Print out each entry below in full, exactly as given, excluding pictures.

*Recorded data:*
= = = = =
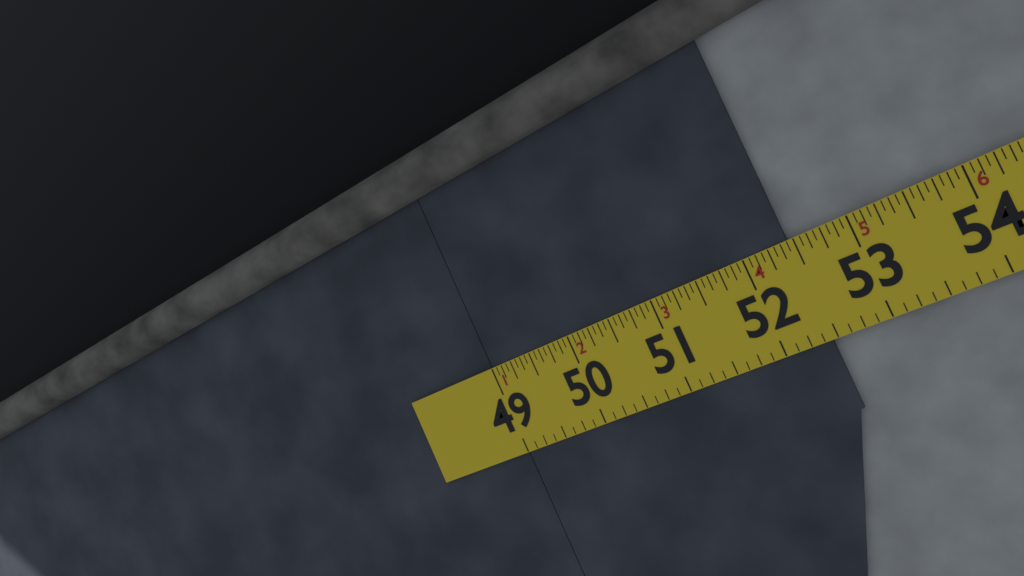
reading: 52.4375 in
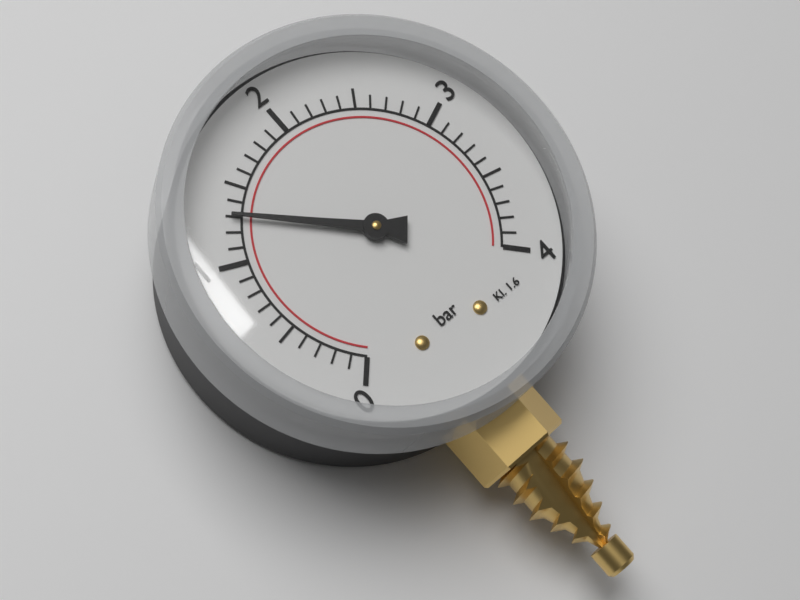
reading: 1.3 bar
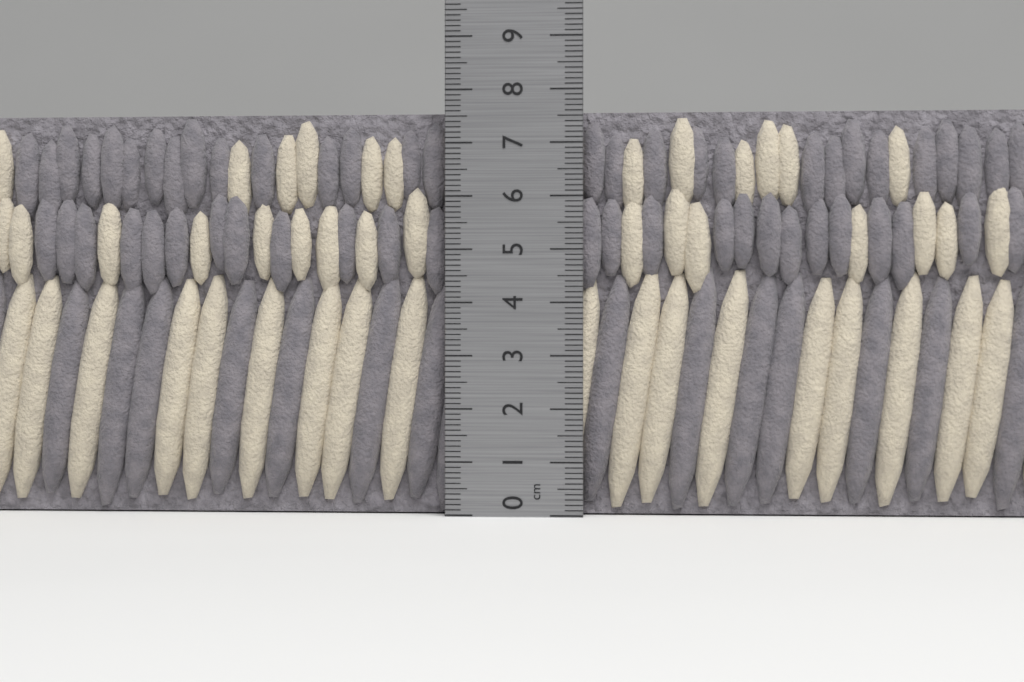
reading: 7.6 cm
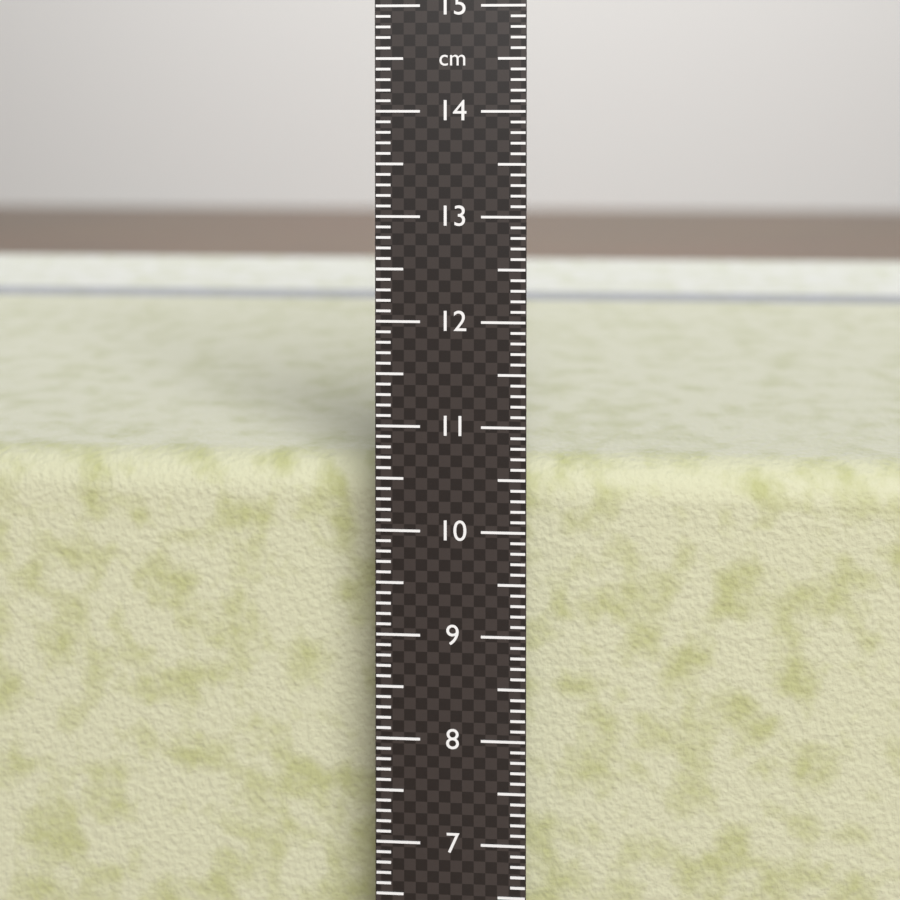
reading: 10.5 cm
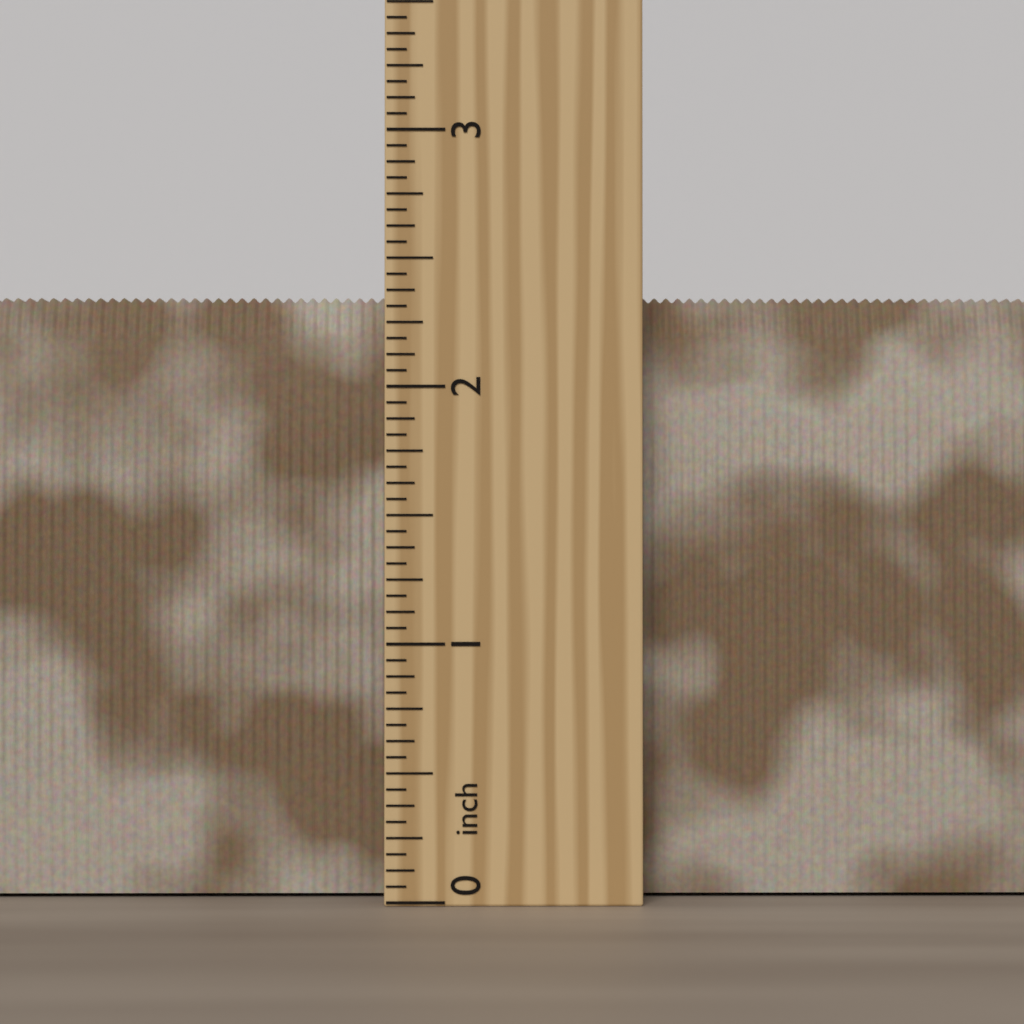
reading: 2.3750 inch
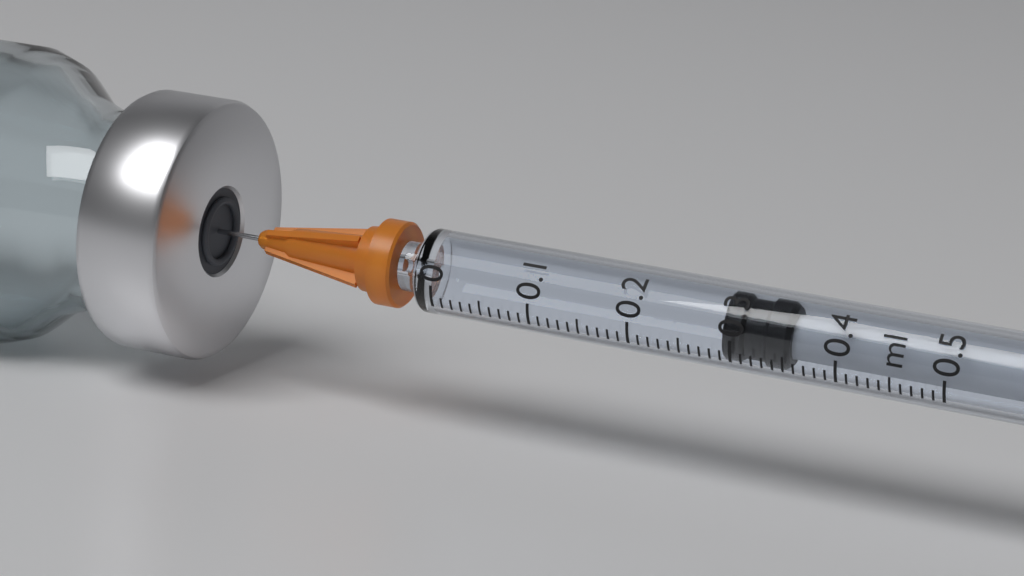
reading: 0.29 ml
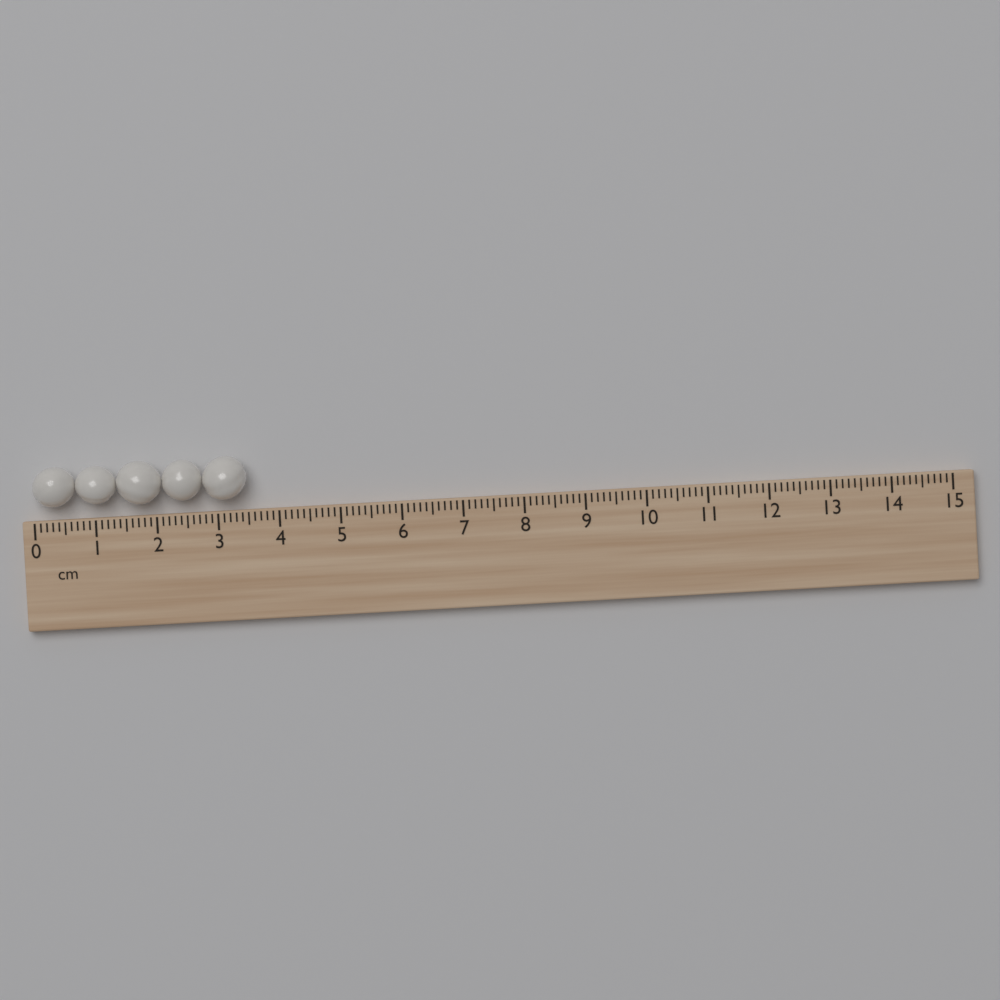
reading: 3.5 cm
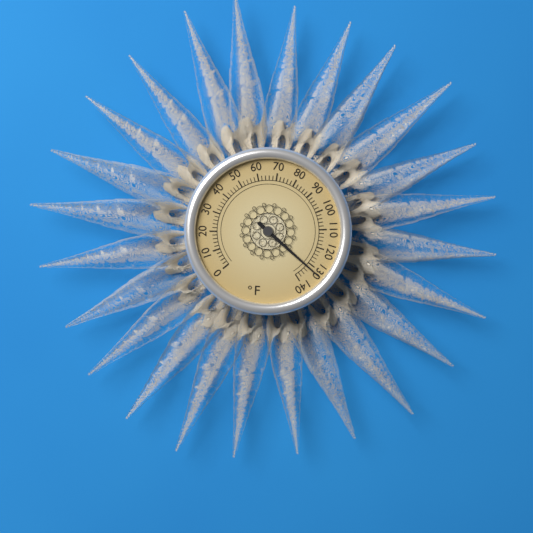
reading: 132 °F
= = = = =
*EXERCISE RESPONSE:*
reading: 52.4375 in
reading: 1.3 bar
reading: 7.6 cm
reading: 10.5 cm
reading: 2.3750 inch
reading: 0.29 ml
reading: 3.5 cm
reading: 132 °F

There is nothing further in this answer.